Anonabox, the plug-in Internet router that claims it makes your online activity anonymous, is back from the dead after Kickstarter suspended the controversial project last month. The developers are attempting to capture the attention of crowdfunders once again, this time on Indiegogo.
The project has raised about $16,500 since Nov. 8 on Indiegogo, already surpassing a modest goal of $13,370. Anonabox is supposed to cloak your digital identity by plugging in or connecting to your computer and running Tor, software that is widely believed to be one of the best privacy tools on the web.
A controversy erupted around Anonabox after its hugely successful Kickstarter campaign in October: The developers made questionable claims about the device's "custom" hardware. Redditors -- and, later, Kickstarter itself -- came to believe that Anonabox's developers had either misrepresented the origins of the device's hardware or, worse, passed off someone else's work as their own. The router was a dead ringer for an off-the-shelf Chinese router, for example.
Anonabox's detractors also argued that it did not have truly open source software and hardware. For a product to be "open source," they said, people should be able to examine and experiment with the makings of the device to ensure that everything is secure. If Anonabox didn't even own some of the hardware used to manufacture the routers, as some claimed, how "open source" was it really? Without those checks, there would be a bigger opportunity for hackers to exploit security back doors.
Kickstarter froze donations to the router, which had been fielding a growing amount of backlash. At one point, donors had pledged more than $600,000, but all that was canceled once Kickstarter axed the project.
With rival crowdfunding site Indiegogo, the designers are getting a second chance to produce and sell the gadget, which costs $51. On the Indiegogo page, the makers of Anonabox at least partially acknowledge the controversy, saying they "got a lot of input from developers and the Open Source community as well."
"The attention and feedback we received was enough to make the device better than ever," they wrote.
The new version is called "gen 5," and its updates are supposed to address previous criticisms. The makers describe them this way:
All new totally custom circuit board available nowhere else in the world
Redesigned outer case and smaller form factor (images of the new case will be posted in the updates!)
Hardened version of OpenWrt the Open Source Operating system,
Latest version of Tor software and more secure configuration.
Automatic updates of Tor software (no need to configure!)
And in a campaign video posted Oct. 29, the designers still claim that Anonabox is "100% open source."

August Germar, the lead developer for Anonabox, had become the main target of the Kickstarter campaign's critics after he held an AMA on Reddit. Many thought his answers and behavior during the Q&A were evasive. In the days following the AMA, Germar reversed some of the claims he had made to Wired, and support for the project began to cave in.
Critics already seem to be gearing up to scrutinize Germar and Anonabox once again. The Indiegogo campaign says that Germar "volunteers for the Tor support forum the Tor Stack Exchange, and is an admin for the official Tor project discussion page on LinkedIn," but privacy researcher Runa Sandvik, who's listed as a "core person" on Tor's website, said on Twitter that those claims weren't true.
@stevelord Then August Germar is making false claims, again.— Runa A. Sandvik (@runasand) November 10, 2014
So how is Anonabox fundraising on Indiegogo after being booted from Kickstarter? Indiegogo seems confident in the new Anonabox.
"The campaigner has been responsive to our inquiries and demonstrated this is a new campaign with substantial revisions," an Indiegogo spokesperson told Mashable.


Show each line of the data below that has the string "received" in it.
+++ GIVEN ENTRIES +++
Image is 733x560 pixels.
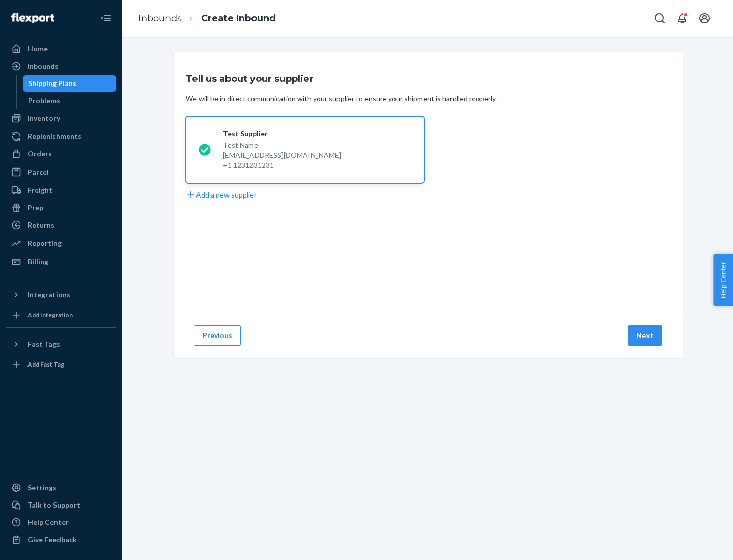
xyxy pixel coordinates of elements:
div: Home [28,44,48,54]
a: Talk to Support [6,496,116,513]
div: Prep [28,202,43,213]
button: Give Feedback [6,531,116,548]
a: Parcel [6,164,116,181]
button: Previous [194,325,241,346]
a: Add Integration [6,307,116,323]
div: Problems [28,96,60,106]
div: Help Center [28,517,68,527]
a: Freight [6,182,116,199]
button: Open account menu [694,8,714,28]
div: Talk to Support [28,500,81,510]
div: Give Feedback [28,535,77,545]
a: Inventory [6,110,116,126]
div: We will be in direct communication with your supplier to ensure your shipment is handled properly. [185,94,497,104]
div: Orders [28,149,52,159]
div: Inventory [28,113,60,124]
a: Reporting [6,235,116,251]
div: Shipping Plans [28,79,76,89]
button: Next [627,325,662,346]
button: Add a new supplier [185,189,256,200]
a: Create Inbound [201,12,276,24]
a: Billing [6,254,116,270]
a: Prep [6,199,116,215]
div: Parcel [28,167,49,177]
div: Settings [28,482,56,493]
div: Reporting [28,238,62,248]
a: Settings [6,479,116,495]
img: Flexport logo [11,13,54,23]
a: Home [6,41,116,57]
a: Orders [6,145,116,162]
a: Shipping Plans [22,75,116,92]
div: Add Fast Tag [28,360,64,368]
button: Help Center [713,254,733,306]
div: Fast Tags [28,339,60,349]
div: Replenishments [28,131,81,141]
button: Open Search Box [649,8,669,28]
h3: Tell us about your supplier [185,72,314,85]
a: Inbounds [139,12,182,24]
a: Problems [22,93,116,109]
a: Inbounds [6,58,116,74]
div: Inbounds [28,61,58,71]
button: Open notifications [672,8,692,28]
a: Returns [6,216,116,233]
div: Returns [28,220,54,230]
div: Freight [28,185,52,195]
button: Integrations [6,287,116,302]
div: Integrations [28,289,70,300]
button: Close Navigation [95,8,116,28]
a: Add Fast Tag [6,356,116,373]
a: Replenishments [6,128,116,145]
ol: breadcrumbs [130,4,284,34]
div: Billing [28,256,48,266]
button: Fast Tags [6,336,116,352]
div: Add Integration [28,311,73,319]
a: Help Center [6,514,116,531]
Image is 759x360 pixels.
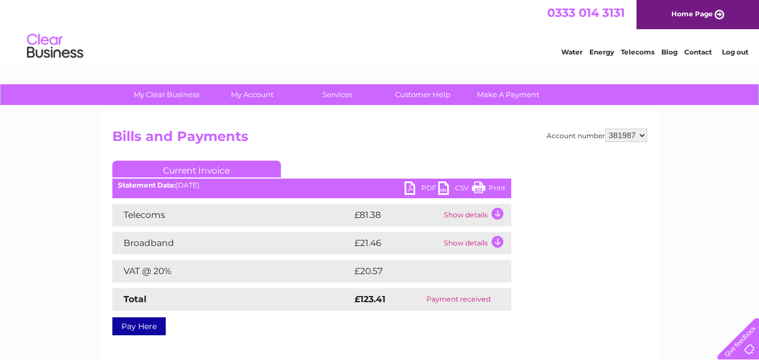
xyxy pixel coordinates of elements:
[441,232,511,255] td: Show details
[722,48,749,56] a: Log out
[621,48,655,56] a: Telecoms
[112,318,166,336] a: Pay Here
[462,84,555,105] a: Make A Payment
[112,204,352,227] td: Telecoms
[112,260,352,283] td: VAT @ 20%
[547,129,648,142] div: Account number
[355,294,386,305] strong: £123.41
[406,288,511,311] td: Payment received
[206,84,298,105] a: My Account
[112,182,511,189] div: [DATE]
[562,48,583,56] a: Water
[377,84,469,105] a: Customer Help
[685,48,712,56] a: Contact
[438,182,472,198] a: CSV
[405,182,438,198] a: PDF
[112,232,352,255] td: Broadband
[352,204,441,227] td: £81.38
[112,161,281,178] a: Current Invoice
[472,182,506,198] a: Print
[441,204,511,227] td: Show details
[590,48,614,56] a: Energy
[352,260,488,283] td: £20.57
[112,129,648,150] h2: Bills and Payments
[662,48,678,56] a: Blog
[120,84,213,105] a: My Clear Business
[124,294,147,305] strong: Total
[115,6,646,55] div: Clear Business is a trading name of Verastar Limited (registered in [GEOGRAPHIC_DATA] No. 3667643...
[547,6,625,20] a: 0333 014 3131
[118,181,176,189] b: Statement Date:
[291,84,384,105] a: Services
[26,29,84,64] img: logo.png
[352,232,441,255] td: £21.46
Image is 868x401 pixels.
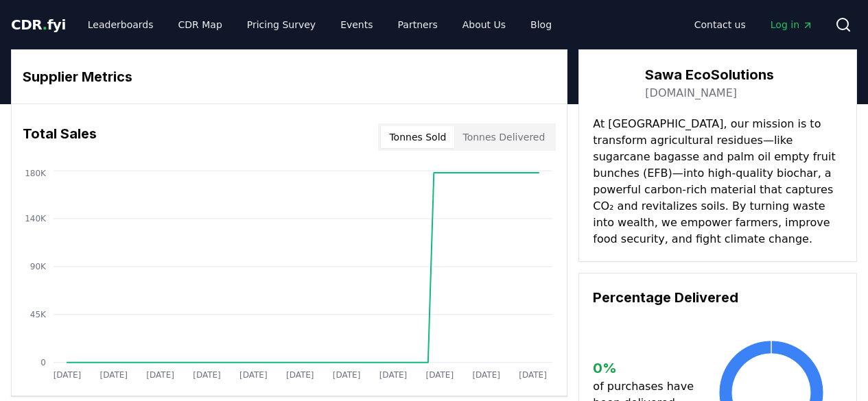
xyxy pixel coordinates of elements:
tspan: [DATE] [472,370,501,380]
tspan: [DATE] [193,370,221,380]
a: Partners [387,12,449,37]
tspan: [DATE] [240,370,267,380]
tspan: [DATE] [333,370,361,380]
tspan: [DATE] [146,370,174,380]
tspan: [DATE] [426,370,455,380]
button: Tonnes Sold [381,126,455,148]
tspan: 180K [24,169,47,178]
span: CDR fyi [11,16,66,33]
a: Blog [520,12,562,37]
h3: Percentage Delivered [593,288,843,308]
h3: Supplier Metrics [23,66,556,87]
a: CDR Map [168,12,233,37]
tspan: [DATE] [53,370,82,380]
a: Pricing Survey [236,12,327,37]
nav: Main [77,12,562,37]
tspan: [DATE] [100,370,128,380]
a: Leaderboards [77,12,165,37]
tspan: 90K [30,262,47,271]
tspan: 45K [30,310,47,320]
h3: 0 % [593,358,699,378]
nav: Main [683,12,824,37]
h3: Total Sales [23,123,96,151]
a: Contact us [683,12,757,37]
p: At [GEOGRAPHIC_DATA], our mission is to transform agricultural residues—like sugarcane bagasse an... [593,116,843,248]
h3: Sawa EcoSolutions [645,65,774,85]
tspan: 140K [24,214,47,224]
span: Log in [771,18,813,32]
tspan: [DATE] [520,370,548,380]
a: About Us [451,12,517,37]
tspan: [DATE] [286,370,314,380]
tspan: 0 [41,358,46,368]
button: Tonnes Delivered [455,126,553,148]
a: CDR.fyi [11,15,66,34]
span: . [42,16,47,33]
tspan: [DATE] [379,370,408,380]
a: Log in [759,12,824,37]
a: [DOMAIN_NAME] [645,85,737,101]
a: Events [329,12,383,37]
img: Sawa EcoSolutions-logo [593,64,631,102]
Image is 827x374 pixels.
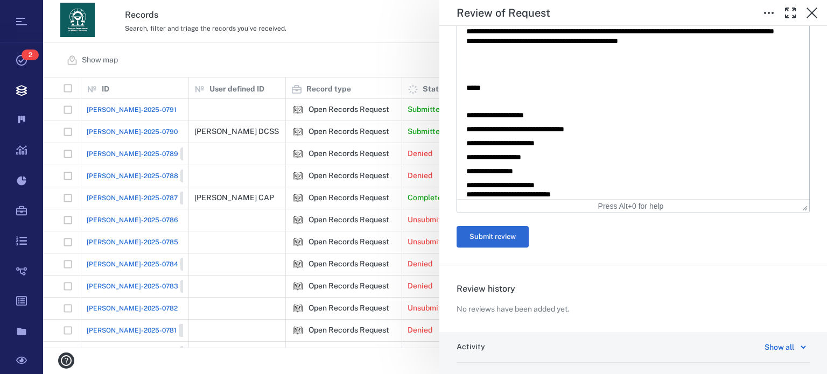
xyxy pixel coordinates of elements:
[456,226,528,248] button: Submit review
[24,8,46,17] span: Help
[456,304,569,315] p: No reviews have been added yet.
[22,50,39,60] span: 2
[456,6,550,20] h5: Review of Request
[456,283,809,295] h6: Review history
[802,201,807,211] div: Press the Up and Down arrow keys to resize the editor.
[779,2,801,24] button: Toggle Fullscreen
[764,341,794,354] div: Show all
[456,342,485,352] h6: Activity
[574,202,687,210] div: Press Alt+0 for help
[801,2,822,24] button: Close
[758,2,779,24] button: Toggle to Edit Boxes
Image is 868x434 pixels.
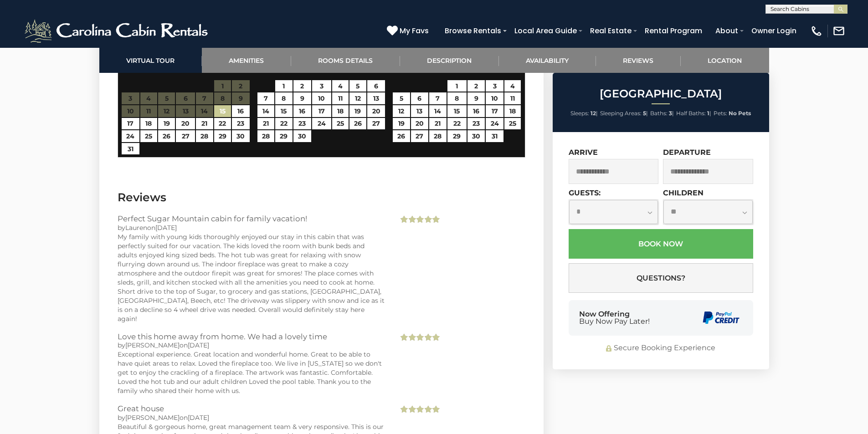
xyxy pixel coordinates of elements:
[118,341,385,350] div: by on
[122,130,139,142] a: 24
[367,118,385,130] a: 27
[411,105,429,117] a: 13
[399,65,404,73] span: Sunday
[650,110,668,117] span: Baths:
[118,405,385,413] h3: Great house
[569,263,753,293] button: Questions?
[293,92,311,105] a: 9
[118,223,385,232] div: by on
[158,130,175,142] a: 26
[569,229,753,259] button: Book Now
[569,189,600,197] label: Guests:
[118,215,385,223] h3: Perfect Sugar Mountain cabin for family vacation!
[411,130,429,142] a: 27
[125,342,179,349] span: [PERSON_NAME]
[640,23,706,38] a: Rental Program
[349,92,366,105] a: 12
[676,110,706,117] span: Half Baths:
[312,105,332,117] a: 17
[505,105,521,117] a: 18
[275,130,292,142] a: 29
[555,88,767,100] h2: [GEOGRAPHIC_DATA]
[155,224,177,232] span: [DATE]
[747,23,801,38] a: Owner Login
[474,65,479,73] span: Thursday
[188,414,209,422] span: [DATE]
[707,110,709,117] strong: 1
[596,48,681,73] a: Reviews
[293,105,311,117] a: 16
[676,108,711,119] li: |
[118,189,526,205] h3: Reviews
[220,65,225,73] span: Friday
[312,118,332,130] a: 24
[196,130,213,142] a: 28
[510,23,582,38] a: Local Area Guide
[411,92,429,105] a: 6
[275,118,292,130] a: 22
[486,92,503,105] a: 10
[258,92,274,105] a: 7
[232,130,250,142] a: 30
[713,110,727,117] span: Pets:
[332,80,349,92] a: 4
[448,92,466,105] a: 8
[643,110,646,117] strong: 5
[118,413,385,422] div: by on
[232,105,250,117] a: 16
[392,130,409,142] a: 26
[118,332,385,341] h3: Love this home away from home. We had a lovely time
[569,343,753,354] div: Secure Booking Experience
[367,105,385,117] a: 20
[122,143,139,155] a: 31
[448,105,466,117] a: 15
[188,342,209,349] span: [DATE]
[332,92,349,105] a: 11
[293,80,311,92] a: 2
[367,80,385,92] a: 6
[258,105,274,117] a: 14
[356,65,360,73] span: Friday
[392,92,409,105] a: 5
[387,25,431,37] a: My Favs
[505,92,521,105] a: 11
[145,65,152,73] span: Monday
[411,118,429,130] a: 20
[214,105,231,117] a: 15
[367,92,385,105] a: 13
[392,105,409,117] a: 12
[570,110,589,117] span: Sleeps:
[453,65,461,73] span: Wednesday
[338,65,342,73] span: Thursday
[650,108,674,119] li: |
[833,25,845,38] img: mail-regular-white.png
[600,110,642,117] span: Sleeping Areas:
[99,48,202,73] a: Virtual Tour
[293,118,311,130] a: 23
[202,65,207,73] span: Thursday
[486,118,503,130] a: 24
[505,118,521,130] a: 25
[374,65,379,73] span: Saturday
[312,80,332,92] a: 3
[570,108,598,119] li: |
[569,148,598,157] label: Arrive
[669,110,672,117] strong: 3
[429,105,446,117] a: 14
[448,80,466,92] a: 1
[214,118,231,130] a: 22
[291,48,400,73] a: Rooms Details
[579,311,649,326] div: Now Offering
[681,48,770,73] a: Location
[486,105,503,117] a: 17
[468,105,486,117] a: 16
[349,105,366,117] a: 19
[468,118,486,130] a: 23
[125,414,179,422] span: [PERSON_NAME]
[486,80,503,92] a: 3
[448,130,466,142] a: 29
[118,232,385,323] div: My family with young kids thoroughly enjoyed our stay in this cabin that was perfectly suited for...
[275,80,292,92] a: 1
[258,130,274,142] a: 28
[448,118,466,130] a: 22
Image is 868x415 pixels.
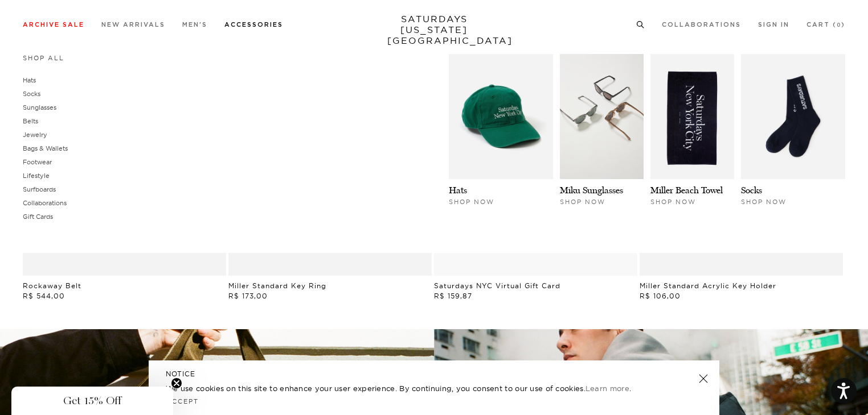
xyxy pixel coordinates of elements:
[434,281,560,290] a: Saturdays NYC Virtual Gift Card
[662,22,741,28] a: Collaborations
[182,22,207,28] a: Men's
[166,397,199,406] a: Accept
[387,13,481,46] a: SATURDAYS[US_STATE][GEOGRAPHIC_DATA]
[63,394,121,407] span: Get 15% Off
[23,90,40,98] a: Socks
[12,386,173,415] div: Get 15% OffClose teaser
[651,185,722,195] a: Miller Beach Towel
[171,378,182,389] button: Close teaser
[101,22,165,28] a: New Arrivals
[448,185,467,195] a: Hats
[23,185,56,194] a: Surfboards
[23,145,67,152] a: Bags & Wallets
[23,130,47,139] a: Jewelry
[23,104,56,111] a: Sunglasses
[837,23,841,28] small: 0
[560,185,623,195] a: Miku Sunglasses
[23,117,38,125] a: Belts
[741,198,786,206] span: Shop Now
[434,292,472,301] span: R$ 159,87
[23,54,64,62] a: Shop All
[23,199,67,207] a: Collaborations
[23,281,82,290] a: Rockaway Belt
[741,185,762,195] a: Socks
[23,213,53,221] a: Gift Cards
[23,158,51,166] a: Footwear
[228,281,326,290] a: Miller Standard Key Ring
[224,22,283,28] a: Accessories
[23,22,84,28] a: Archive Sale
[166,383,662,394] p: We use cookies on this site to enhance your user experience. By continuing, you consent to our us...
[23,292,65,301] span: R$ 544,00
[758,22,789,28] a: Sign In
[640,281,776,290] a: Miller Standard Acrylic Key Holder
[806,22,845,28] a: Cart (0)
[448,198,494,206] span: Shop Now
[640,292,680,301] span: R$ 106,00
[23,172,50,180] a: Lifestyle
[586,384,630,393] a: Learn more
[23,77,36,84] a: Hats
[166,370,702,380] h5: NOTICE
[228,292,268,301] span: R$ 173,00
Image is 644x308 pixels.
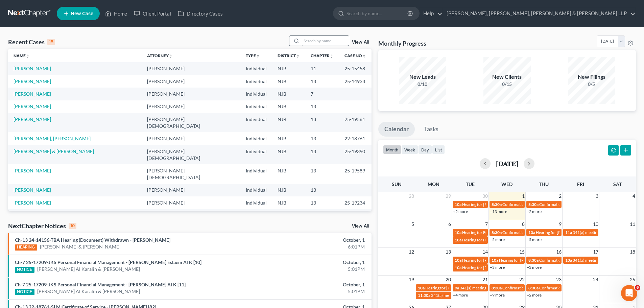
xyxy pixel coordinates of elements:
span: 8 [521,220,526,228]
span: 10a [492,257,499,263]
td: Individual [240,62,272,75]
span: Thu [539,181,549,187]
span: Hearing for Fulme Cruces [PERSON_NAME] De Zeballo [462,237,560,242]
a: +2 more [453,209,468,214]
span: Hearing for [PERSON_NAME] [536,230,589,235]
span: 8:30a [492,285,502,290]
h2: [DATE] [496,160,518,167]
button: list [432,145,445,154]
div: 0/10 [399,81,446,88]
a: [PERSON_NAME], [PERSON_NAME], [PERSON_NAME] & [PERSON_NAME] LLP [443,7,636,20]
span: Tue [466,181,475,187]
td: 25-19561 [339,113,372,132]
span: 19 [408,275,415,284]
td: 25-19412 [339,209,372,221]
span: 5 [411,220,415,228]
div: October, 1 [252,259,365,266]
span: 10a [455,265,461,270]
td: 13 [305,75,339,88]
span: Hearing for [PERSON_NAME] [462,202,515,207]
td: Individual [240,75,272,88]
div: New Leads [399,73,446,81]
div: NOTICE [15,267,34,273]
span: 8:30a [528,202,539,207]
a: +3 more [490,265,505,269]
span: 30 [482,192,489,200]
a: Chapterunfold_more [311,53,334,58]
a: +4 more [453,292,468,298]
a: [PERSON_NAME] [14,66,51,71]
span: 11a [565,230,572,235]
div: 15 [47,39,55,45]
td: 13 [305,164,339,183]
span: 11:30a [418,293,430,298]
div: October, 1 [252,237,365,243]
span: Confirmation hearing for [PERSON_NAME] [503,230,579,235]
i: unfold_more [296,54,300,58]
td: 25-19589 [339,164,372,183]
a: +9 more [490,292,505,298]
button: week [402,145,418,154]
div: October, 1 [252,281,365,288]
td: Individual [240,113,272,132]
span: Confirmation hearing for [PERSON_NAME] [503,202,579,207]
td: NJB [272,62,305,75]
button: day [418,145,432,154]
span: 1 [521,192,526,200]
span: 17 [592,248,599,256]
div: 0/15 [483,81,531,88]
span: Hearing for [PERSON_NAME] [462,265,515,270]
div: NextChapter Notices [8,221,77,230]
div: 0/5 [568,81,615,88]
a: [PERSON_NAME] [14,78,51,84]
a: Calendar [379,121,415,137]
a: Case Nounfold_more [345,53,366,58]
a: Tasks [418,121,445,137]
span: 9 [558,220,562,228]
span: New Case [71,11,93,16]
a: [PERSON_NAME], [PERSON_NAME] [14,135,91,141]
a: Client Portal [130,7,175,20]
span: 341(a) meeting for [PERSON_NAME] [460,285,525,290]
a: [PERSON_NAME] & [PERSON_NAME] [40,243,120,250]
td: 22-18761 [339,132,372,145]
td: NJB [272,184,305,196]
a: +5 more [527,237,542,242]
span: Hearing for [PERSON_NAME] [499,257,552,263]
iframe: Intercom live chat [621,285,637,301]
input: Search by name... [301,36,349,46]
span: 3 [595,192,599,200]
a: [PERSON_NAME] & [PERSON_NAME] [14,149,94,154]
span: Mon [428,181,440,187]
span: 13 [445,248,452,256]
td: [PERSON_NAME] [142,132,240,145]
a: +2 more [527,209,542,214]
a: Districtunfold_more [277,53,300,58]
span: 12 [408,248,415,256]
td: 11 [305,62,339,75]
span: 9a [455,285,459,290]
td: Individual [240,209,272,221]
span: 8:30a [528,257,539,263]
span: 10a [455,230,461,235]
div: NOTICE [15,289,34,295]
span: 10a [418,285,424,290]
a: [PERSON_NAME] [14,187,51,193]
td: NJB [272,132,305,145]
td: Individual [240,145,272,164]
a: Directory Cases [175,7,226,20]
span: 4 [632,192,636,200]
span: 23 [555,275,562,284]
span: 7 [484,220,489,228]
span: Hearing for Fulme Cruces [PERSON_NAME] De Zeballo [462,230,560,235]
td: [PERSON_NAME][DEMOGRAPHIC_DATA] [142,164,240,183]
a: Help [420,7,443,20]
td: Individual [240,196,272,209]
span: 16 [555,248,562,256]
td: 13 [305,145,339,164]
a: Attorneyunfold_more [147,53,173,58]
a: Ch-7 25-17209-JKS Personal Financial Management - [PERSON_NAME] Al K [11] [15,281,186,287]
i: unfold_more [330,54,334,58]
div: 5:01PM [252,266,365,273]
span: 15 [519,248,526,256]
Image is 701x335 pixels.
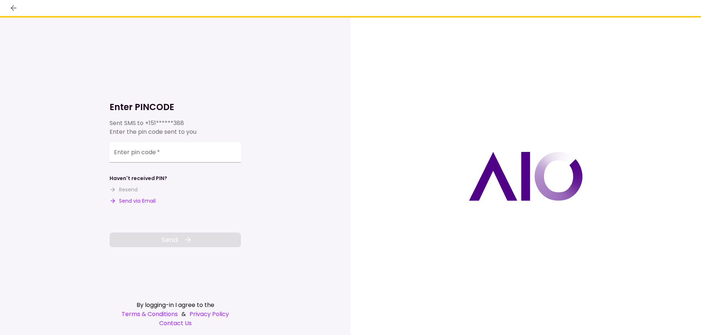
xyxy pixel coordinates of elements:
a: Contact Us [110,319,241,328]
img: AIO logo [469,152,583,201]
a: Terms & Conditions [122,310,178,319]
span: Send [161,235,178,245]
button: Resend [110,186,138,194]
div: By logging-in I agree to the [110,301,241,310]
h1: Enter PINCODE [110,101,241,113]
div: Sent SMS to Enter the pin code sent to you [110,119,241,137]
button: Send via Email [110,197,156,205]
button: back [7,2,20,14]
button: Send [110,233,241,248]
a: Privacy Policy [189,310,229,319]
div: Haven't received PIN? [110,175,167,183]
div: & [110,310,241,319]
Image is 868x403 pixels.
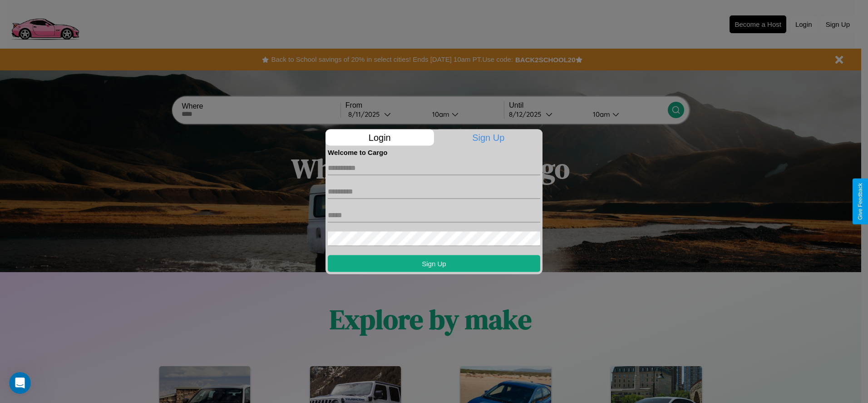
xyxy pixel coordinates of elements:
[435,129,543,145] p: Sign Up
[858,183,864,220] div: Give Feedback
[9,372,31,394] iframe: Intercom live chat
[327,148,541,156] h4: Welcome to Cargo
[327,254,541,272] button: Sign Up
[326,129,434,145] p: Login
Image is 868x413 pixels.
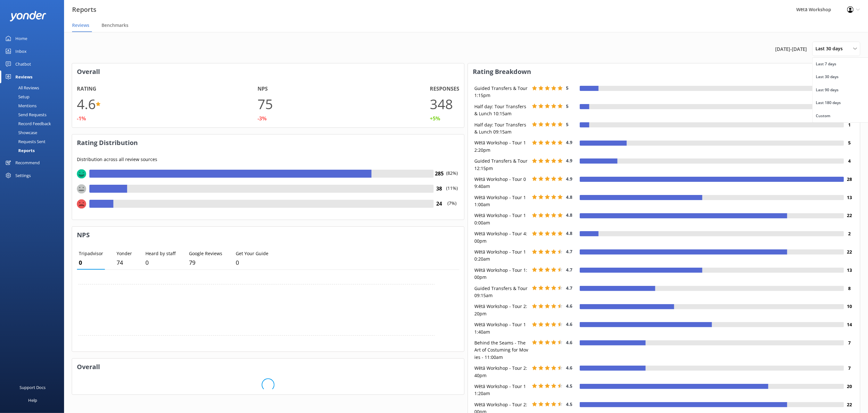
+++
**THE ANSWER:**
[406,288,511,311] td: Payment received
div: Haven't received PIN? [110,175,167,183]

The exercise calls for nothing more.